Yunzhao Li, E. E. Lewis, Micheal A. Smith, Hongchun Wu, Liangzhi Cao
Nuclear Science and Engineering | Volume 179 | Number 1 | January 2015 | Pages 42-58
Technical Paper | doi.org/10.13182/NSE13-103
Articles are hosted by Taylor and Francis Online.
Combinations of three approaches are examined as options to replace the algorithms presently employed in the variational nodal code VARIANT. They are preconditioned Generalized Minimal Residual (GMRES) algorithms, parallelism in energy, and Wielandt acceleration. Together with partitioned matrix and Gauss-Seidel (GS) preconditioners, two GMRES algorithms are formulated to replace the upscattering iteration and facilitate energy parallelism and Wielandt acceleration.

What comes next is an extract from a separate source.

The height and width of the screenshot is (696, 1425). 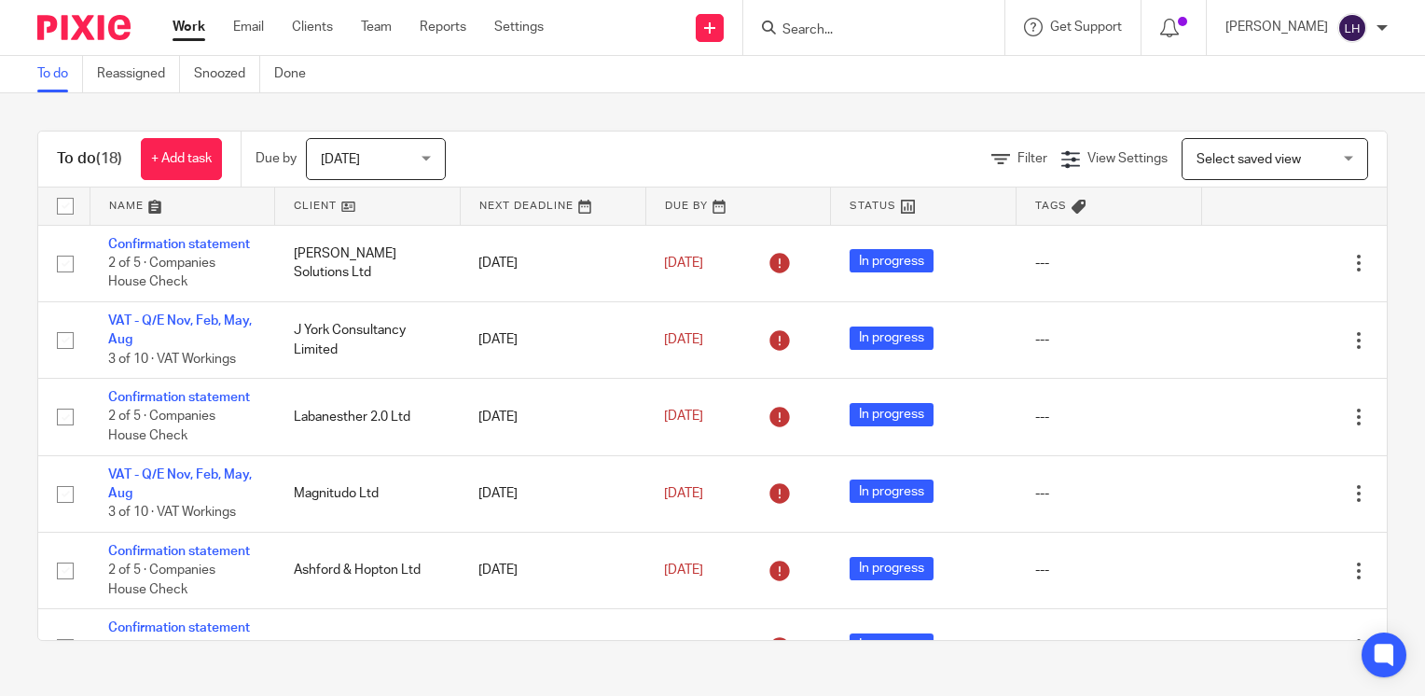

The GMRES algorithms are tested on two-dimensional thermal and fast reactor diffusion problems. The two GMRES algorithms yield higher efficiencies in energy group parallelization and Wielandt acceleration than simple parallelization of the existing GS algorithm. With preconditioning the GMRES algorithms reduce the total computing time by a factor of 2 to 4 and in some cases by a factor of >10. A multilevel iteration optimization scheme is investigated that automatically adjusts the relative error tolerance of the inner iterations according to the estimated convergence rate of the corresponding outer iterations and updates the Wielandt shift magnitude as the calculations progress. Numerical results based on large two-dimensional thermal and fast reactor diffusion problems demonstrate that automated optimization of the multilevel iterative processes reduces iteration numbers by as much as an order of magnitude.